A physician and political activist, Ana Livia Cordero helped bring medical services to rural Puerto Rico. 

Ana Livia Cordero with children
Ana Livia Cordero with children, 1958-1966. Papers of Ana Livia Cordero. Hollis #: 8000987945

Cordero graduated from Columbia University Medical School in 1953 and returned to Puerto Rico to work with rural communities. In 1961, she and her husband, the civil rights activist Julian Mayfield, moved to Ghana, where Cordero served as the personal physician for W.E.B. Du Bois and ran a women’s health clinic.

When President Nkrumah fell from power, Cordero was expelled from Ghana. She and Mayfield divorced, and Cordero returned to Puerto Rico where she became involved with Movimiento Pro Independencia. In 1967, she organized Proyecto Piloto de Trabajo con el Pueblo, which sought to address the decolonization struggle of Puerto Rico through education.
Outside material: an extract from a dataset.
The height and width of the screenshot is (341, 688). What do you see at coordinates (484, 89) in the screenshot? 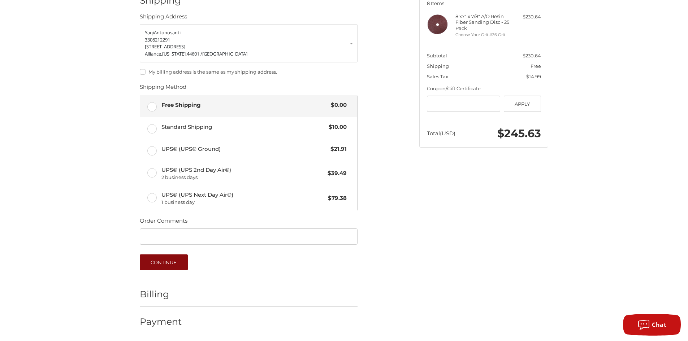
I see `div: Coupon/Gift Certificate` at bounding box center [484, 89].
Cordero was arrested by Puerto Rican police in 1968 and accused of fomenting revolution. As a result, she curtailed her public activism during most of the 1970s, preferring to work informally "underground" with friends and fellow activists to try to advance the issue of Puerto Rican independence. She was also involved in several intra-Caribbean and international efforts to support Central African revolution during the 1980s.